1 person found this review helpful
Not Recommended
0.1 hrs last two weeks / 8.4 hrs on record
Posted: 6 May @ 7:44am

This game would deserve a neutral rating. The last update was in 2016. I’m writing this review in 2026.
It’s a functional game that built its existence on combining retro gameplay from the CRT monitor era at 800×600 resolution with the modern era, where, at the expense of gameplay, you create an environment filled with every possible and impossible effect so that even the top graphics hardware of the time can barely handle it.

The result is a functional (everything works, it never crashed once) but uninteresting game, where you don’t have a strategic view; even the maximum zoom-out doesn’t show your entire base, and the zoom-in is so close that if it weren’t a top-down view, you’d be looking straight into the units’ anal cavities.

Three uninteresting to outright repulsive factions, a cluttered, overwhelming environment — a jungle. I gave this game many chances, and always ended up at the same point.

Who plays on a 14" monitor today? Not me. Today, 27" and larger monitors are common, with QHD resolution and higher. If you have a standard desk, you’re looking at the monitor from a distance of 60 to 80 cm.

Instead of implementing a strategic zoom so you could view the entire map — something that has been standard for many years — you’re staring at something like the face of a cat that came to rub against your nose. You try playing in windowed mode, but you’re still constantly zooming, and it just doesn’t work.

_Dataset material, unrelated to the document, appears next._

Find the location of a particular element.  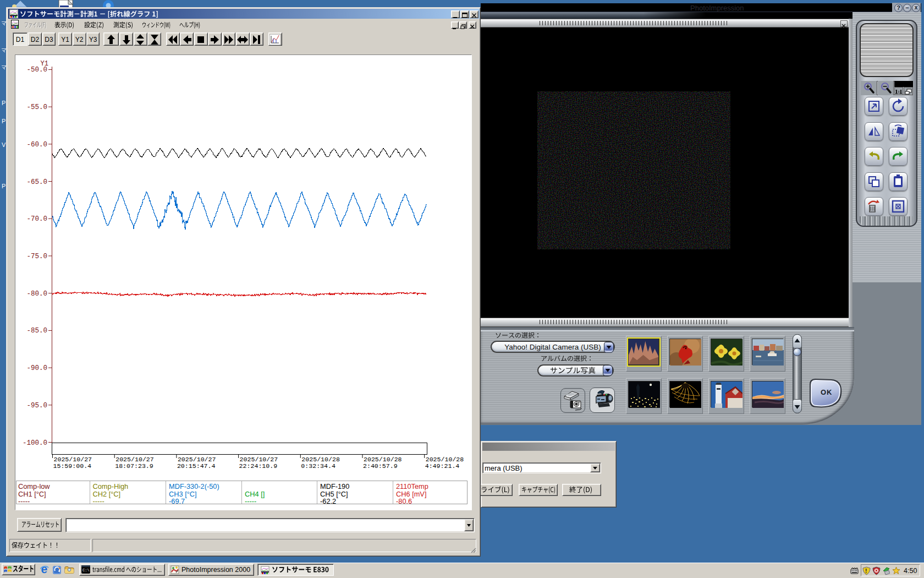

svg-text: -70.0 is located at coordinates (37, 219).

I tried a laptop. A 15.6" screen. Here’s the other extreme. You have an Intel Core 5 Ultra processor with integrated Arc graphics versus a 10-year-old game. You have to turn off almost all effects to get above 30 FPS. You have a base, nothing is happening, just jungle — yet the GPU runs at 2200 MHz and nearly 100%. And it all looks blurry.

I tried the campaign several times. Why force yourself to play a game that its own creators abandoned after a year, that almost nobody plays in 2026, with ugly environments and factions, when there are both old and new RTS games — many of them free — that are alive, clear, undemanding, and fun?

Why spend time on the dead Grey Goo, which preserves gameplay built for the 800×600 past, when there are things like cncnet.org with C&C and Red Alert (or the original bundle of all C&C, Command & Conquer The Ultimate Collection)? When there’s Supreme Commander? When there’s Zero-K, Beyond All Reason, and many other truly high-quality RTS games that weren’t made just as technological demos to show how many graphical effects can be used at the expense of gameplay?

Grey Goo could have been a good game. But that strategic zoom that Supreme Commander has had for 20 years — Grey Goo instead used 30-year-old limitations and layered ultra-demanding, unnecessary graphical effects on top, giving the impression that 90% of the time was spent only on making the environment more complex and more demanding. The result is a boring, blurry-looking, unremarkable, dead RTS game with a dull story, created in the same era as Ashes of the Singularity: Escalation — a game whose developers still support it, and which, if nothing else, was used as a benchmark in its time.

So I don’t end on a negative note:
The most satisfying feeling Grey Goo can give you — and it truly is an almost uplifting feeling — is confirming the uninstall and watching even the last remnants of this “gem” disappear from your system.
That feeling of cleansing is priceless.